“Sleepy is he?” said McBain, smiling; “well, that is just the nearest approach to sea-sickness. We won’t disturb him, and he’ll be all right and merry again to-morrow.”

“What do you think of the weather, captain?” asked Allan.

McBain gave one glance round at sea and sky, and a look aloft as if to see that everything was still right there, ere he replied,—

“The wind is fair, Allan, that’s all I can say, but we’ll have enough of it before morning; the only danger is meeting ice; it is often as far south as this, at this time of the year.”

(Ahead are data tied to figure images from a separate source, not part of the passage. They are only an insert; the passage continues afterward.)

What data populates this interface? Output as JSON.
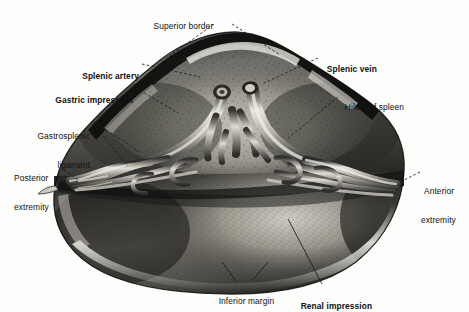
{
  "figure": {
    "background_color": "#fdfdfb",
    "ink_color": "#111111"
  },
  "labels": [
    {
      "id": "superior-border",
      "text": "Superior border",
      "bold": false,
      "align": "center",
      "x": 181,
      "y": 12
    },
    {
      "id": "splenic-artery",
      "text": "Splenic artery",
      "bold": true,
      "align": "right",
      "x": 69,
      "y": 62
    },
    {
      "id": "splenic-vein",
      "text": "Splenic vein",
      "bold": true,
      "align": "left",
      "x": 322,
      "y": 55
    },
    {
      "id": "gastric-impression",
      "text": "Gastric impression",
      "bold": true,
      "align": "right",
      "x": 31,
      "y": 86
    },
    {
      "id": "hilum-of-spleen",
      "text": "Hilum of spleen",
      "bold": false,
      "align": "left",
      "x": 340,
      "y": 93
    },
    {
      "id": "gastrosplenic-ligament-line1",
      "text": "Gastrosplenic",
      "bold": false,
      "align": "right",
      "x": 24,
      "y": 113
    },
    {
      "id": "gastrosplenic-ligament-line2",
      "text": "ligament",
      "bold": false,
      "align": "right",
      "x": 24,
      "y": 123
    },
    {
      "id": "posterior-extremity-line1",
      "text": "Posterior",
      "bold": false,
      "align": "left",
      "x": 14,
      "y": 155
    },
    {
      "id": "posterior-extremity-line2",
      "text": "extremity",
      "bold": false,
      "align": "left",
      "x": 14,
      "y": 165
    },
    {
      "id": "anterior-extremity-line1",
      "text": "Anterior",
      "bold": false,
      "align": "left",
      "x": 424,
      "y": 168
    },
    {
      "id": "anterior-extremity-line2",
      "text": "extremity",
      "bold": false,
      "align": "left",
      "x": 421,
      "y": 178
    },
    {
      "id": "inferior-margin",
      "text": "Inferior margin",
      "bold": false,
      "align": "center",
      "x": 244,
      "y": 287
    },
    {
      "id": "renal-impression",
      "text": "Renal impression",
      "bold": true,
      "align": "center",
      "x": 334,
      "y": 292
    }
  ],
  "structures": [
    {
      "id": "superior-border",
      "kind": "border"
    },
    {
      "id": "gastric-impression",
      "kind": "surface-depression"
    },
    {
      "id": "renal-impression",
      "kind": "surface-depression"
    },
    {
      "id": "hilum-of-spleen",
      "kind": "hilum"
    },
    {
      "id": "splenic-artery",
      "kind": "vessel"
    },
    {
      "id": "splenic-vein",
      "kind": "vessel"
    },
    {
      "id": "gastrosplenic-ligament",
      "kind": "ligament"
    },
    {
      "id": "anterior-extremity",
      "kind": "extremity"
    },
    {
      "id": "posterior-extremity",
      "kind": "extremity"
    },
    {
      "id": "inferior-margin",
      "kind": "margin"
    }
  ]
}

The night began to fall even as he spoke, for great grey clouds had rolled up and hidden the sinking sun; sky and sea seemed to meet, and the horizon was everywhere close aboard of them. The motion of the Snowbird was an unpleasant jerky one; she pitched sharply into the hollows and as quickly rose again; she took little water on board, but what little she did ship, made decks and rigging wet and slippery. Presently both Allan and Rory were advised to go below for the night, and feeling the same strange sleepiness stealing over them that had overcome Ralph, they made a bolt for the companion. Allan succeeded in fetching it at once, and when half-way down he stopped to laugh at Rory, who was rolling porpoise-fashion in the lee scuppers. But Rory was more successful in his next attempt. In the saloon they found Ralph sound enough and snoring, and Peter, the steward, staggering in through the doorway with the supper. The lamp was lighted, and both that and the swing-tables were apparently trying to jump out of their gymbals, and go tumbling down upon Ralph’s prostrate form. In fact everything seemed awry, and the table and chairs were jerking about anyhow, and, as Rory said, “making as much creaking as fifty pairs of new boots.”

“Ah! Peter, you’re a jewel,” cried Rory, as the steward placed on the table, between the fiddle bars, a delicious lobster salad and two cups of fragrant coffee. “Yes, Peter,” continued Rory, “it’s a jewel you are entirely; there isn’t a man that ever I knew, Peter, could beat ye at making a salad. And it isn’t blarney either that I’m trying to put upon you.”

With supper the sleepy feeling passed away, and Rory said he felt like a giant refreshed, only not quite so tall.

“Bring my dear old fiddle, Peter,” he cried, “like a good soul. This is just the night for music.”

He played and Allan read for two hours at least, both steadying themselves as best they could at the weather side of the table; then they wakened Ralph, and all three turned in for the night and were soon fast asleep.

It was early summer, and Ralph, so he thought in his dream, was reclining, book in hand, on a sweet wild-thyme-scented green bank in Glentroom. A blue sky was reflected from the broad bosom of the lake, the green was on the birch, the milk-white flowers on the thorn, and the feathery larch-trees were tasselled with crimson; bees went droning from wild flower to wild flower, and the woodlands resounded with the music of a thousand joyous birds.